Retailers need better technology, not more staff, to improve customer experience

Retailers need better technology, not more staff, to improve customer experience

Roy Morgan Research this week once again highlighted our two-speed trans-Tasman market, with the Kiwis still on fire.

New Zealand consumer confidence up, retail sales up, job vacancies down and, all in all, an almost exact opposite situation to that in our own Great Southern Land.

But what Roy Morgan’s research also went on to say was that in the three years from 2011 to 2014, we Aussie shoppers have effectively doubled our love for online retailing. Four in 10 of us, or 40% of the population, buy one or more products on the internet at least once every two weeks. And not just fashion and accessories, but food and beverages too – especially the beverages that contain alcohol.

All very interesting, if somewhat depressing stuff within the reported loss of 50,000 Australian mining-related jobs, the massive decline in capital investment in mines over the past two years and the hardships being faced by our retailers.

So when do we turn the corner and make the real transition from an economy where we dig stuff out of the ground, to one where we buy and then sell stuff in retail stores and online shopping sites? I’m hoping it’s soon. However, from reports in the media we may be a little way away. I’m not sure parts of the Australian economy quite understand what it takes to be a “good retailer” in 2015.

The call for Myer to solve all its problems by raising some more capital and spending it all on lots more retail associates was almost laughable. No retailer, anywhere in the world, has solved their trading woes just by hiring lots more staff.

The largest store by revenue in Walmart’s world, at $US250 million per year, is the Sam’s Club store in Shenzhen, southern China. There are, on average, 1000 store associates and 1000 manufacturer demonstrators in that store. In the morning, you can drive a bus blind folded through the store and miss every associate and all 12 of the shoppers. At peak times, the checkout queues are an hour long as 30,000 people mill around buying everything from fresh chicken’s feet to Penfolds Grange. Lots of associates do not equal great service.

Investment in great store layouts, well-trained and passionate store associates all supported by relevant retail technology does, however, create a great shopper experience. And when that happens, shoppers linger longer, spend more and tell their friends all about it, again with the relevant social media and technology. And if in-store was a good shopper experience, they also shop you online too. And vice versa.

Easy to do, it isn’t? Harder still in department stores. Ron Johnson built the Apple stores from nothing to the most successful retailer on the planet as measured by sales per square foot, profit per square foot and shopper experience. He left Apple to turn around the JCPenney department stores in the US and lasted about a year. I asked Jim Collins, author of Good To Great at his event in Melbourne this month how it was it possible that such a successful leader was unable to transfer his success from one retailer to another. He paused and said: “I don’t know enough about the case, but we see it with senior execs in many differing sectors translating from success in one leadership role to failure in another.”

So what next for Myer? Don’t know. But I do know this.

I have spent time in many major retailer head offices talking to managers and execs. I ask them if they think the stores need more training and more technology, and they say: “No, we have enough of both.”

The view at store level is somewhat different. When I walk around their largest and smallest stores and ask the same question of the store managers and associates, the managers and store associates say: “When we start there is training on the till and for WHS. There is no other regular training.”

In terms of technology, away from head office’s inventory system upgrades and fast checkout technology, we still lag the world in the adoption of technology at store level to equip and free up store associates’ time to engage with shoppers in a meaningful way.

We’ll get there. It’s just taking time.

Kevin A Moore is a retail expert and the chairman of Crossmark Asia Pacific Holdings and Mirador Retail Technology. He is also the founder of TheRoadToRetail.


- **WHAT YOU NEED TO DO**
Identify all lines of the data containing the string "Vehicle" and copy them.

Stored items from a collection:

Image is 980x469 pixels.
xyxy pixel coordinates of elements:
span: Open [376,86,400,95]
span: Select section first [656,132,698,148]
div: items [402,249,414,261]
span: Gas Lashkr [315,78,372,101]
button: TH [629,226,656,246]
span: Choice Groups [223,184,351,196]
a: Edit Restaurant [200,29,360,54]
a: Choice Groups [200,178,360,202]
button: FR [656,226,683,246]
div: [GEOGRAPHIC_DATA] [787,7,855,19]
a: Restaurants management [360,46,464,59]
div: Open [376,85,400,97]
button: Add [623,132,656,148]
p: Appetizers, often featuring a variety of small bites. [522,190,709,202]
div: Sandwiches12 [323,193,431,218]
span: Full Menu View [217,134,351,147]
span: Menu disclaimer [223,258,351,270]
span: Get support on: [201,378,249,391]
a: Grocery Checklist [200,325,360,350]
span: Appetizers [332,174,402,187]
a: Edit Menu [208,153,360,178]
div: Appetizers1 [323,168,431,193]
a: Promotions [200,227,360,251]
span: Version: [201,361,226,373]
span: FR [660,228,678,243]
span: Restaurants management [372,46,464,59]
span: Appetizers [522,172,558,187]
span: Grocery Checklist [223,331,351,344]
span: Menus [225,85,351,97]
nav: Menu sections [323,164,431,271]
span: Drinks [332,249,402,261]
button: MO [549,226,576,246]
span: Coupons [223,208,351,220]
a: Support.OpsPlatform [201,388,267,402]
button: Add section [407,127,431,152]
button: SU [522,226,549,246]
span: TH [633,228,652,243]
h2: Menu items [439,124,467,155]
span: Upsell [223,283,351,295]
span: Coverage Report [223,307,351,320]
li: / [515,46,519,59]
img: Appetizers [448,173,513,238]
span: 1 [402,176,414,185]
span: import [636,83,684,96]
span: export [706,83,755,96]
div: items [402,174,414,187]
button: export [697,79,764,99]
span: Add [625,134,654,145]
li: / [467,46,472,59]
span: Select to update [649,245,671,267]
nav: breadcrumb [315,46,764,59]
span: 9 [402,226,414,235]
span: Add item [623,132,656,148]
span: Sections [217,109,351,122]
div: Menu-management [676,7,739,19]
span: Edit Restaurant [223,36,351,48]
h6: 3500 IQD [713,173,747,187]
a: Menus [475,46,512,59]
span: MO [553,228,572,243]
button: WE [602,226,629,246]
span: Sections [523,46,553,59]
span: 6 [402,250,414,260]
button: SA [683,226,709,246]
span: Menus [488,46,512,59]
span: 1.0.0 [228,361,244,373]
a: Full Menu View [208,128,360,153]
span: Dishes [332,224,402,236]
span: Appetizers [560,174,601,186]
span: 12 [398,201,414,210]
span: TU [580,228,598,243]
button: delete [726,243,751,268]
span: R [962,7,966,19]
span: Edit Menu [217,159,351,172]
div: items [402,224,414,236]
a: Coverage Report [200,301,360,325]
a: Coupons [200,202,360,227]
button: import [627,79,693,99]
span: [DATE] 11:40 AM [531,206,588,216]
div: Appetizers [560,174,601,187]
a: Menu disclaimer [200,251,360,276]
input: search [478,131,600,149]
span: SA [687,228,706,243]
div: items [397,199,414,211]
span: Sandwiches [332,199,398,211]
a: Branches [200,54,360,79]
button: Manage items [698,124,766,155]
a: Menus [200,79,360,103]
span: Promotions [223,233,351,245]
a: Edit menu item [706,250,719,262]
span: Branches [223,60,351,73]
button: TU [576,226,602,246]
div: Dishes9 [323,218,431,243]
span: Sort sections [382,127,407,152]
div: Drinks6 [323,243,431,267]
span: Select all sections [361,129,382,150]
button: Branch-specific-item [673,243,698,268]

==

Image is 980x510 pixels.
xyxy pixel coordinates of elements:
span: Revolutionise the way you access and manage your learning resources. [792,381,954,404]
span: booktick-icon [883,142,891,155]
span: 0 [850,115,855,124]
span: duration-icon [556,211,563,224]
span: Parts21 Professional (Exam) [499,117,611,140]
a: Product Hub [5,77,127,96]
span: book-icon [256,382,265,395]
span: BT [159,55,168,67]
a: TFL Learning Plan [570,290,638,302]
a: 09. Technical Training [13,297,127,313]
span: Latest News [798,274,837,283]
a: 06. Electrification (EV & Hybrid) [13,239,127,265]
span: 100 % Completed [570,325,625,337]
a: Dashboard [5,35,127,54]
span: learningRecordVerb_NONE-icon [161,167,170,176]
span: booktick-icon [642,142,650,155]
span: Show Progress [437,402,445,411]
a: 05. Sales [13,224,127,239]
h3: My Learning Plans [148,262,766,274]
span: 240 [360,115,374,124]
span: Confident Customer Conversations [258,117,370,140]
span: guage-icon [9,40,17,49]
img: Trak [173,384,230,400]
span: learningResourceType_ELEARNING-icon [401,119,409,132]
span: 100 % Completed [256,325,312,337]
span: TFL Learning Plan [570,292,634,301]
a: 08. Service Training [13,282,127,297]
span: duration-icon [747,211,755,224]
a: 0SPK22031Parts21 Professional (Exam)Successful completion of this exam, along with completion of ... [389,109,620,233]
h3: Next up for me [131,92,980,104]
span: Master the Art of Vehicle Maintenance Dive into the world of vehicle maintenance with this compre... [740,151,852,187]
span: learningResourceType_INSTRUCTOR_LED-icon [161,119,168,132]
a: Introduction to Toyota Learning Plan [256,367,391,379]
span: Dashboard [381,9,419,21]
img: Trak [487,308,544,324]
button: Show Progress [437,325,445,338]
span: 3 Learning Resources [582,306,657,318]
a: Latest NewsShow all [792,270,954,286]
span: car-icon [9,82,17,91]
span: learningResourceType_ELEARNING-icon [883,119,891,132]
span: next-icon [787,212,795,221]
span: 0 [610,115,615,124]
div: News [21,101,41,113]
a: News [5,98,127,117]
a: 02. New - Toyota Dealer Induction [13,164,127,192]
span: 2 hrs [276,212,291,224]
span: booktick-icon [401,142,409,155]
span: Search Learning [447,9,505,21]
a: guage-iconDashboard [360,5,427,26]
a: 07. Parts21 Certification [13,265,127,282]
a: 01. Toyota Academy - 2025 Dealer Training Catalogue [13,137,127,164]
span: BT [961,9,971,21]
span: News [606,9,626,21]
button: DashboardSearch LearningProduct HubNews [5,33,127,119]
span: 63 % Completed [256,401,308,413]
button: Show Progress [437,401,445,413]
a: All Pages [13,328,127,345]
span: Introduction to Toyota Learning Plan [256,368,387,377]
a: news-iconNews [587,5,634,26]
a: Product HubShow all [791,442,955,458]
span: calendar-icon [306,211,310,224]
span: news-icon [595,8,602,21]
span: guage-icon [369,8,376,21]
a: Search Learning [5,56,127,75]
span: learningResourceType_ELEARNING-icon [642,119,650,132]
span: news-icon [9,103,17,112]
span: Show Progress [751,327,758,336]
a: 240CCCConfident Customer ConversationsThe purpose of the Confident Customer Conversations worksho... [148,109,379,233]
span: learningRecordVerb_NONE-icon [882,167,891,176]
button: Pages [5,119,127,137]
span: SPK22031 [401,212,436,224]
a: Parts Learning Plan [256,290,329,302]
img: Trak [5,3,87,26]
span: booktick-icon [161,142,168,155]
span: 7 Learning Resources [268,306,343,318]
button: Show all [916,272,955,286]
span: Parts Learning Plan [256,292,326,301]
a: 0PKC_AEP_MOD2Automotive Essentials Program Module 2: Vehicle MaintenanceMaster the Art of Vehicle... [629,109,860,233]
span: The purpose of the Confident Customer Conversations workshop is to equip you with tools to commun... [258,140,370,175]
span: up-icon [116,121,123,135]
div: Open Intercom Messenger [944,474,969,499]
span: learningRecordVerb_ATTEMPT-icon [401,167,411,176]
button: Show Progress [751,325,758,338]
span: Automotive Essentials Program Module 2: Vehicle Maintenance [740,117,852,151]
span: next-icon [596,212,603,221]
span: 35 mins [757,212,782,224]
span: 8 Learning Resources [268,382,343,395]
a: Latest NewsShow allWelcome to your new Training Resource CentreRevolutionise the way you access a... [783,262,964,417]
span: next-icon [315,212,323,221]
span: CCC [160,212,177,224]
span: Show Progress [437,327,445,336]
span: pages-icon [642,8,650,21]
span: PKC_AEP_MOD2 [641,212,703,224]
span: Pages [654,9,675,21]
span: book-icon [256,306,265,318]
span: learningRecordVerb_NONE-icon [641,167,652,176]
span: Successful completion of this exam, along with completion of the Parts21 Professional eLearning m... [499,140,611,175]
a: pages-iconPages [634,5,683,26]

- **EXERCISE RESULT**
span: Master the Art of Vehicle Maintenance Dive into the world of vehicle maintenance with this compre... [740,151,852,187]
a: 0PKC_AEP_MOD2Automotive Essentials Program Module 2: Vehicle MaintenanceMaster the Art of Vehicle... [629,109,860,233]
span: Automotive Essentials Program Module 2: Vehicle Maintenance [740,117,852,151]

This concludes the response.